We’ll get by. We always do. Do you remember the time we came across a bunker full of food, and before that the time we stumbled onto a truck full of food, or the time we were hunting for mushrooms in a field, down on our hands and knees rooting like pigs, and then we found a dead pig.

You think that will happen again?

Well, maybe not it exactly, but… Something will turn up, it always does, it’s like some secular intervention keeps putting food just a bit further down the road despite the fact that all life was wiped out some years ago by that oddly unspecified event.

Is that how other people survive?

Yes, that and eating each other.

But we’d never do that.

No.

Never?

Not unless it was someone truly evil. Like Lady GaGa.

Okay.

Okay.

The boy was excited when the man returned from the woods beside the road.

Who’s that?

Who?

That old man in the distance, further along the ashen road.

He looks like a Jungian Archetype.

What?

Damn! I forgot.

You wouldn’t know because the apocalypse happened, somehow, before you were born but a Jungian Archetype is a reference to Star Wars.

Star Wars?

A Film.

Film?

Never mind, the point is that if the man has a beard, he’ll be wise.

You have a beard.

Ah, but my beard’s not white. If his is white he’s wise, if he’s also British then we’re really in luck. He’ll know what’s going on for sure.
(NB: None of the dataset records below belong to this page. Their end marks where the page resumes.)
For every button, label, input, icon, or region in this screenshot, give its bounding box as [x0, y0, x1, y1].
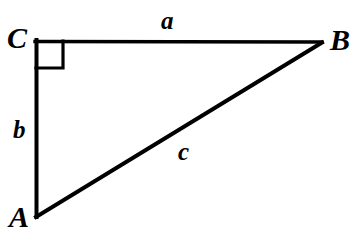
right-angle-marker-icon	[36, 41, 63, 68]
vertex-label-c: C	[7, 23, 27, 53]
side-label-b: b	[13, 117, 26, 142]
side-a-line	[35, 42, 322, 43]
side-label-c: c	[178, 139, 189, 164]
side-c-line	[36, 43, 322, 218]
side-label-a: a	[161, 8, 174, 33]
vertex-label-b: B	[330, 25, 350, 55]
triangle-drawing	[0, 0, 354, 237]
triangle-figure: C B A a b c	[0, 0, 354, 237]
vertex-label-a: A	[9, 202, 29, 232]
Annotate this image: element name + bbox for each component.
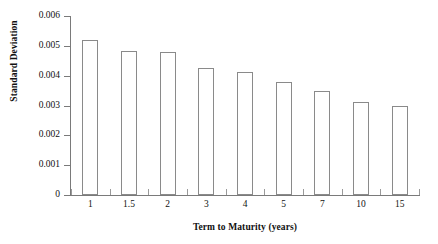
bar — [276, 82, 292, 195]
y-axis-tick-label: 0.002 — [14, 131, 60, 141]
x-axis-tick-label: 3 — [186, 200, 226, 210]
bar — [314, 91, 330, 195]
bar — [82, 40, 98, 195]
y-axis-tick-label: 0.006 — [14, 11, 60, 21]
y-axis-tick-label: 0.004 — [14, 71, 60, 81]
plot-area — [71, 16, 419, 195]
bar — [353, 102, 369, 195]
x-axis-tick-label: 4 — [225, 200, 265, 210]
bar — [121, 51, 137, 195]
x-axis-tick — [148, 189, 149, 195]
x-axis-tick-label: 5 — [264, 200, 304, 210]
y-axis-tick-label: 0.005 — [14, 41, 60, 51]
x-axis-tick — [187, 189, 188, 195]
x-axis-line — [70, 195, 420, 196]
x-axis-tick — [419, 189, 420, 195]
x-axis-tick-label: 2 — [148, 200, 188, 210]
x-axis-tick-label: 1 — [70, 200, 110, 210]
bar — [160, 52, 176, 195]
x-axis-tick — [264, 189, 265, 195]
x-axis-title: Term to Maturity (years) — [70, 222, 420, 232]
x-axis-tick-label: 1.5 — [109, 200, 149, 210]
x-axis-tick-label: 15 — [380, 200, 420, 210]
x-axis-tick — [342, 189, 343, 195]
x-axis-tick — [71, 189, 72, 195]
bar — [392, 106, 408, 195]
x-axis-tick-label: 7 — [302, 200, 342, 210]
bar — [237, 72, 253, 195]
x-axis-tick-label: 10 — [341, 200, 381, 210]
bar — [198, 68, 214, 195]
x-axis-tick — [226, 189, 227, 195]
y-axis-tick-label: 0.001 — [14, 160, 60, 170]
x-axis-tick — [303, 189, 304, 195]
bar-chart: Standard Deviation 00.0010.0020.0030.004… — [0, 0, 438, 244]
x-axis-tick — [380, 189, 381, 195]
y-axis-tick-label: 0 — [14, 190, 60, 200]
x-axis-tick — [110, 189, 111, 195]
y-axis-tick-label: 0.003 — [14, 101, 60, 111]
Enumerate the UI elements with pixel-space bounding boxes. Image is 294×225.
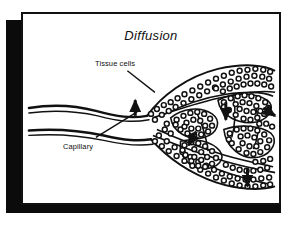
leader-lines bbox=[96, 71, 155, 138]
figure-root: Diffusion bbox=[0, 0, 294, 225]
diagram-panel: Diffusion bbox=[21, 12, 281, 205]
leader-line-tissue-cells bbox=[127, 71, 155, 93]
diffusion-illustration bbox=[23, 14, 279, 203]
label-tissue-cells: Tissue cells bbox=[95, 59, 135, 68]
label-capillary: Capillary bbox=[63, 142, 93, 151]
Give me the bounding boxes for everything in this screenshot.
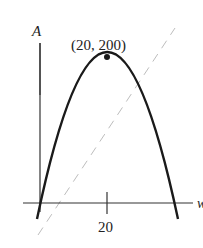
x-axis-label: w (197, 196, 203, 211)
vertex-point (104, 54, 110, 60)
x-tick-label: 20 (98, 219, 113, 235)
y-axis-label: A (31, 23, 42, 39)
vertex-label: (20, 200) (71, 37, 126, 54)
parabola-diagram: A (20, 200) 20 w (0, 0, 203, 248)
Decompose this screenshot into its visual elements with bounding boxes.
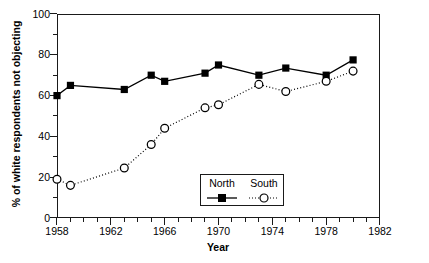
x-tick-1982 bbox=[379, 218, 380, 225]
x-minor-tick bbox=[151, 218, 152, 222]
y-tick-label-40: 40 bbox=[22, 131, 50, 142]
y-tick-label-60: 60 bbox=[22, 90, 50, 101]
y-tick-label-80: 80 bbox=[22, 49, 50, 60]
y-minor-tick bbox=[53, 197, 57, 198]
x-tick-1958 bbox=[56, 218, 57, 225]
x-tick-label-1966: 1966 bbox=[145, 226, 185, 237]
y-axis-title: % of white respondents not objecting bbox=[10, 9, 22, 219]
legend-marker-north bbox=[218, 194, 226, 202]
x-tick-label-1978: 1978 bbox=[306, 226, 346, 237]
x-tick-label-1962: 1962 bbox=[91, 226, 131, 237]
y-tick-label-text: 100 bbox=[26, 9, 50, 20]
x-tick-label-1970: 1970 bbox=[199, 226, 239, 237]
y-tick-label-text: 0 bbox=[26, 213, 50, 224]
y-tick-80 bbox=[50, 54, 57, 55]
x-tick-label-1982: 1982 bbox=[360, 226, 400, 237]
x-minor-tick bbox=[366, 218, 367, 222]
y-tick-label-20: 20 bbox=[22, 172, 50, 183]
x-tick-1970 bbox=[218, 218, 219, 225]
y-tick-100 bbox=[50, 13, 57, 14]
legend-labels: North South bbox=[201, 177, 285, 189]
x-minor-tick bbox=[204, 218, 205, 222]
x-minor-tick bbox=[285, 218, 286, 222]
y-tick-20 bbox=[50, 177, 57, 178]
legend-keys bbox=[201, 191, 285, 205]
y-tick-label-text: 20 bbox=[26, 172, 50, 183]
x-minor-tick bbox=[97, 218, 98, 222]
x-tick-1974 bbox=[272, 218, 273, 225]
x-tick-1962 bbox=[110, 218, 111, 225]
y-tick-40 bbox=[50, 136, 57, 137]
x-tick-label-1958: 1958 bbox=[37, 226, 77, 237]
x-tick-1966 bbox=[164, 218, 165, 225]
x-minor-tick bbox=[178, 218, 179, 222]
x-minor-tick bbox=[299, 218, 300, 222]
legend-label-south: South bbox=[243, 177, 285, 189]
y-minor-tick bbox=[53, 156, 57, 157]
y-tick-label-text: 40 bbox=[26, 131, 50, 142]
x-minor-tick bbox=[353, 218, 354, 222]
x-minor-tick bbox=[191, 218, 192, 222]
y-tick-label-text: 80 bbox=[26, 49, 50, 60]
x-minor-tick bbox=[124, 218, 125, 222]
legend-label-north: North bbox=[201, 177, 243, 189]
y-minor-tick bbox=[53, 115, 57, 116]
y-tick-label-100: 100 bbox=[22, 9, 50, 20]
x-minor-tick bbox=[312, 218, 313, 222]
y-minor-tick bbox=[53, 34, 57, 35]
x-minor-tick bbox=[245, 218, 246, 222]
legend: North South bbox=[200, 174, 284, 206]
chart-container: 020406080100 195819621966197019741978198… bbox=[0, 0, 429, 263]
x-minor-tick bbox=[339, 218, 340, 222]
y-tick-label-0: 0 bbox=[22, 213, 50, 224]
x-minor-tick bbox=[137, 218, 138, 222]
y-tick-60 bbox=[50, 95, 57, 96]
legend-marker-south bbox=[260, 194, 268, 202]
x-minor-tick bbox=[231, 218, 232, 222]
x-minor-tick bbox=[70, 218, 71, 222]
x-tick-label-1974: 1974 bbox=[252, 226, 292, 237]
y-minor-tick bbox=[53, 75, 57, 76]
x-minor-tick bbox=[258, 218, 259, 222]
x-tick-1978 bbox=[326, 218, 327, 225]
x-axis-title: Year bbox=[158, 241, 278, 253]
y-tick-label-text: 60 bbox=[26, 90, 50, 101]
x-minor-tick bbox=[83, 218, 84, 222]
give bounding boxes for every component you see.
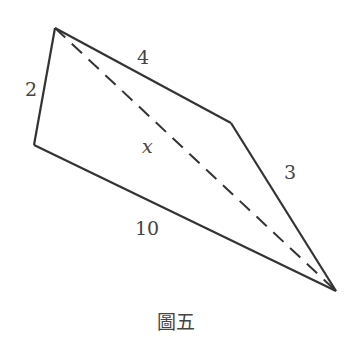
figure-caption: 圖五 <box>157 311 195 333</box>
bottom-edge-label: 10 <box>135 217 159 239</box>
top-edge <box>55 28 231 123</box>
diagonal-x <box>55 28 336 291</box>
left-edge-label: 2 <box>25 78 37 100</box>
diagonal-label: x <box>142 135 153 157</box>
left-edge <box>34 28 55 145</box>
quadrilateral-diagram: 2 4 3 10 x 圖五 <box>0 0 358 350</box>
top-edge-label: 4 <box>137 46 149 68</box>
right-edge-label: 3 <box>284 161 296 183</box>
The old man stopped walking when he heard the sound of their footsteps. The man approached slowly, and tried to convey by holding his hands out that he meant no harm to the old man.

I’m not going to hurt you. I just want to talk to you, about the apocalypse.

Go ahead.

What reason?

That question makes no sense.

I was being cryptic for the sake of the boy. Can you save us?

Yes. I have a book that can rebuild technology.

REALLY?

Yes, boy of indeterminate age, I have in my mind….The old man tapped his forehead….

The complete King James Bible.

The what?

The boy stood with a confused expression on his face while the old man smiled and the man looked like he was recovering from a nasty shock.

The King James Bible, said the man, disappointed. A book that can’t even get Pi right and you expect it to rebuild civilisation?

Oh, I’m sorry, I must be mistaken, I thought you were characters from the Book of Eli. My Bad.

The old man shuffled off down along the ashen road.

I always thought Jung was full of crap said the man, before coughing so violently that blood dripped ominously from his mouth.

Later. The man was huddled in his blanket. A grizzled man stood looking at him with compassion. Life ebbing, the boy crying.

But I don’t want to leave you.

Don’t be afraid. Remember what I taught you about Hollywood clichés.

To carry the flame, and always just be myself.

Yes. And even the last man on earth can have a happy ending. You just have to believe…

The boy cried for a time. Then he followed his new father figure. If civilisation ever returned, he was sure his dead father’s story would win many awards. For bravery, and other things.